Were we were sent on this mission by the zealots of the American Christmas Machine? Was our task to export the craziness of our “holiday season” to those dark skinned and politically unpopular people? Was our trip to make sure they said “Merry Christmas” instead of “Happy Holidays?”

No, our mission was to share el amor del Dios, the love of God. Other good people bought the gifts and put them into the plastic boxes; I just helped to deliver them, one family at a time.  After each of the 35 families received their gifts we put out a dinner of sausage and beans and potato salad and fruit cocktail.  I cannot tell you what they think about the gifts or the meal; I can’t read their expressions, and I don’t speak enough of their language to count. They are shy, perhaps, and maybe they don’t know what to think about all this, and why we care, and why we keep coming back.

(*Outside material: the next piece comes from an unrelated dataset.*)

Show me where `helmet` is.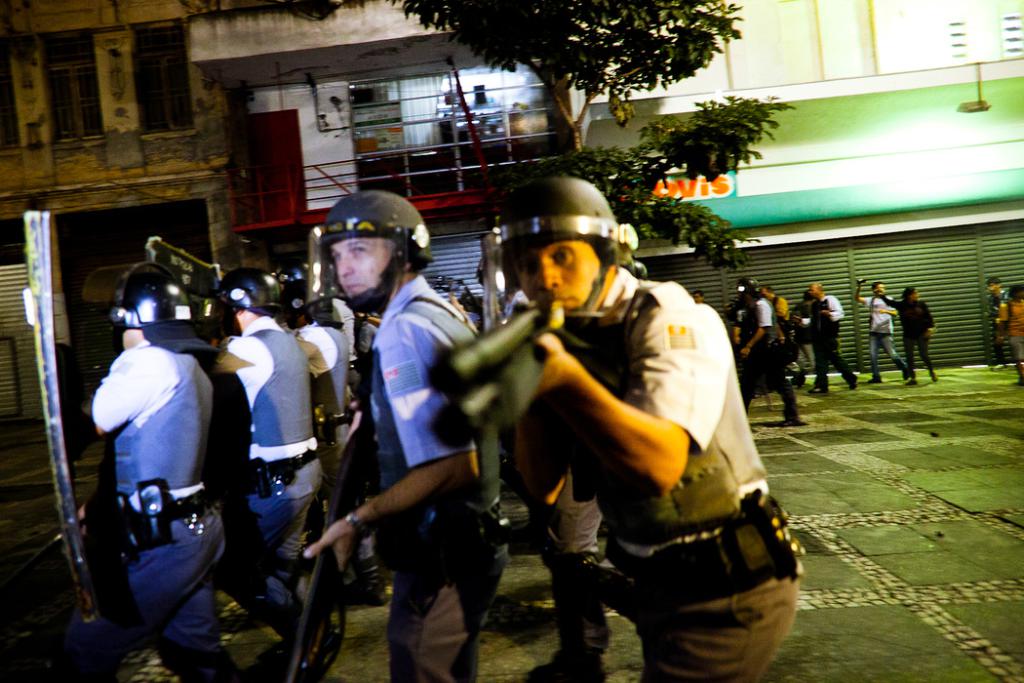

I keep going back because I am thankful.  Thankful that in this place I am not constantly assaulted by the American Christmas Machine. Thankful for the people in Fredericksburg United Methodist Church who thoughtfully buy the gifts and subsidize the trip. Thankful for the selfless Mision de Candelilla folks who have the connections and the resources to get us there.  Thankful for the time without connection to the outside world and for days of quiet. Thankful for the harshness of the land, the inevitable cold weather, and even for the outhouses. Thankful for nights so dark I can’t pick out the Big Dipper from the cacophony of stars in an impossibly crowded sky. Thankful to know in some way these people whose lives are so different from ours

If the American Christmas Machine is driving you crazy, support Mision de Candelilla with your time or money, be a gift donor through Fredericksburg UMC, maybe even make the trek with us next year. Whenever the assault by the Machine threatens to overwhelm me, I go back to the Chihuahua desert in my mind, and smile.